I've been trying to organize some of my research over the last several months into parts of a chapter that needs to get written and am discovering I have a linguistic problem I'll need to tackle.
What is natural?
In a common sense kind of way, we know what natural means. We know that "all-natural" cold medicines won't contain drugs that have had to go through strict testing (and thus are potent kinds of body altering substances). We know that "natural" childbirth as opposed to assisted also means no drugs are administered. We also know that "natural" on food ingredients is a signal that they have not been genetically modified, or had pesticides or herbicides applied to them (at least not ones that, again, require some kind of regulation for their production, sale and use).
But even that last paragraph starts to demonstrate the problem. We intuitively know what's natural and what's not, but when you start to actually define it, things get a bit fuzzier.
My dissertation is about emerging technologies that offer the possibility of altering humans. I usually don't finish that sentence, but I could certainly add "from their natural state." But what is that natural state?
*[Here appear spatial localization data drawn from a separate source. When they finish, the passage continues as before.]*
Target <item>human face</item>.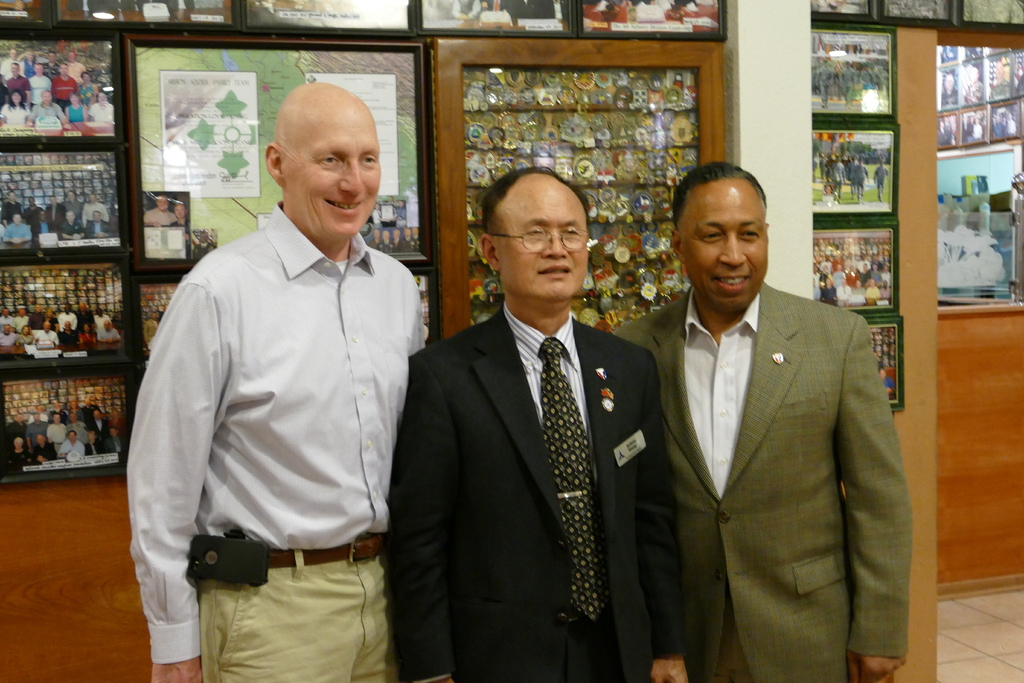
Target region: [left=279, top=109, right=380, bottom=238].
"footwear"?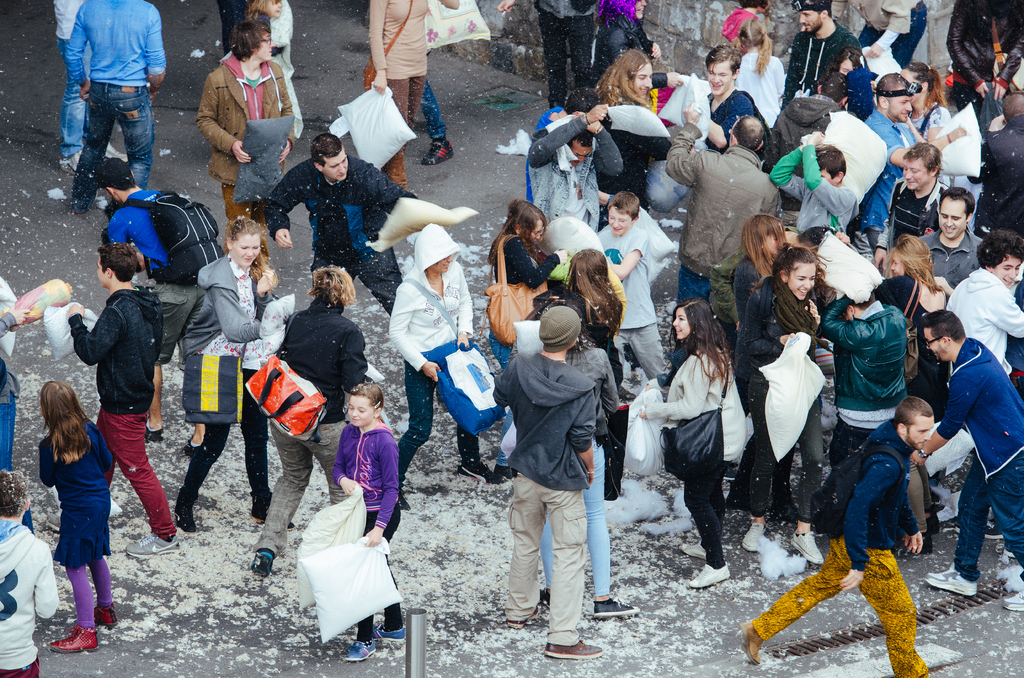
(left=788, top=528, right=826, bottom=565)
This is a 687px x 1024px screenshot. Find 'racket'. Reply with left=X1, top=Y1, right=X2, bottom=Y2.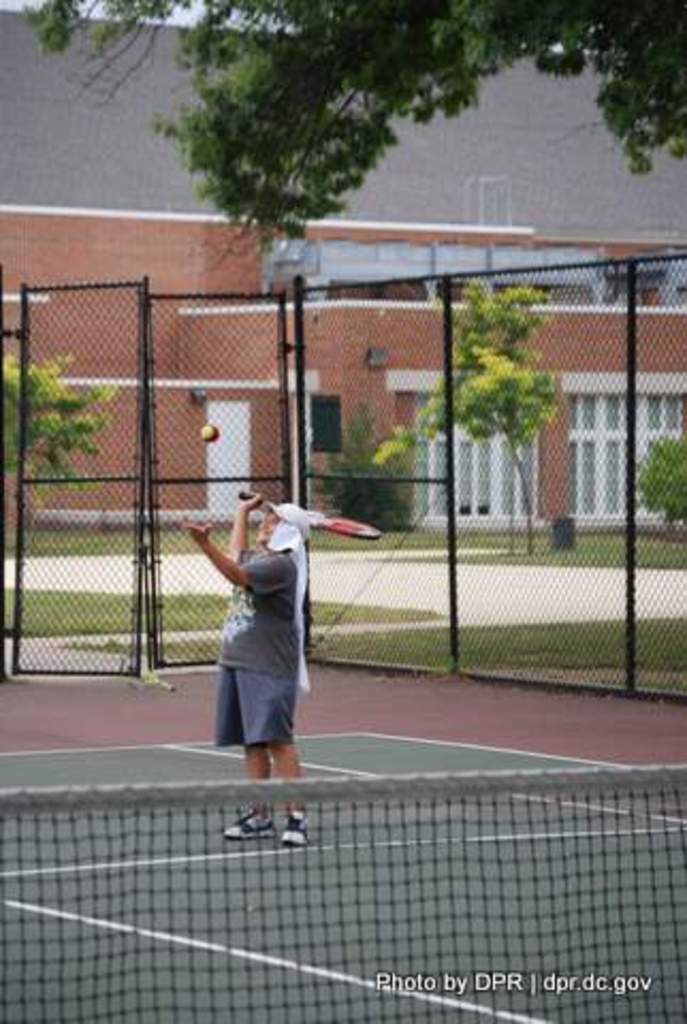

If I take pseudoephedrine for a head cold, I feel like my brain doesn't function "naturally" and that I have a harder time recalling things or concentrating. So is the pseudoephedrine unnatural? But isn't the infection of my sinuses by a virus also unnatural? In the effort to restore my sinuses to 'normal' functioning, my brain feels like it's operating unnaturally. [I've had a cold this week, how can you tell?] Is the absense of infection or drugs to counter it the only natural state possible? A head cold is one thing, but what about a chronic condition?
Is disease natural?
Human disease is a part of the human condition. I'm not thinking individually here. From the individual's perspective, the development of a disease is unnatural. But from a species perspective, disease is a natural part of the human condition, just as is death. If I could engineer myself to never succumb to a disease, would that be natural or unnatural? What if everyone could be engineered to be immune to all diseases. Would that then be natural? Is it a case of the majority getting to define natural?
The question will be most pertinent when I come to the section on pharmacological visions of posthumanity. If I can take a memory-boosting drug, am I unnatural? If we had such a drug, would we have to test for it before exams like we do for steroids before athletic competitions? What about the argument that we should stop testing for steroids because it's just becoming the new norm? Would the same apply to drugs that alter our brains?
But there are things that affect our brains and how well they work. Vitamin deficiencies or malnutrition will result in stunted brain development. We can't really call that normal can we? But if we administered a drug that would counteract that retardation of development, would that then be normal? Can two unnatural acts equal to a natural state?
You see how confused I am getting?
Or perhaps I'm just making it a bigger problem than it really is.
Perhaps there's a way of writing an entire dissertation without using the word "normal"... but I doubt it. Even if I avoid the word itself, the concept is still a slippery one that I'll have to get a handle on.
Enhancements are another part of dissertation that run into the same kind of problems. In their most basic definition, cyborgs are a combination of flesh and machine. We know what the Terminator looks like, or the Borg, but what about things a little closer to home? Is a cochlear implant or a pacemaker a cyborg technology? They're both machine implanted in flesh. But neither are highly visible, so it's easy to "pass" as a natural human.
But Andy Clark makes the argument that our tools are enhancements of our natural abilities as well. So when I am wielding a tool, am I being unnatural? The common sense answer is no. What if that tool is implanted in my body like Kevin Warwick's implant? Is that still a natural? Or is the penetration of the body what makes it unnatural? You see where this is leading? What if I don't implant a mechanical device in my body but I use a drug that permanently changes my abilities. It's not unnatural like an implant, but common sense would say that a permanent change is unnatural. But I could also enact other permanent changes in my body, like weight gain for example. Is that natural or unnatural? What about a scar? Is it natural or unnatural? I might not have been born with it, but in the course of my body's natural repairing function, I might develop one.
One of the questions the dissertation asks is: how much change can the human body undergo until we begin to question whether it is a human body? The Terminator is easy to classify, but in the stages up until that point, a boundary has to be crossed at some point. I'm suspecting that what we define as a 'natural' human being might be the point at which we draw that boundary, which is why I'm trying to figure out what I might mean when I think of the 'natural' human being and an 'unnatural' one.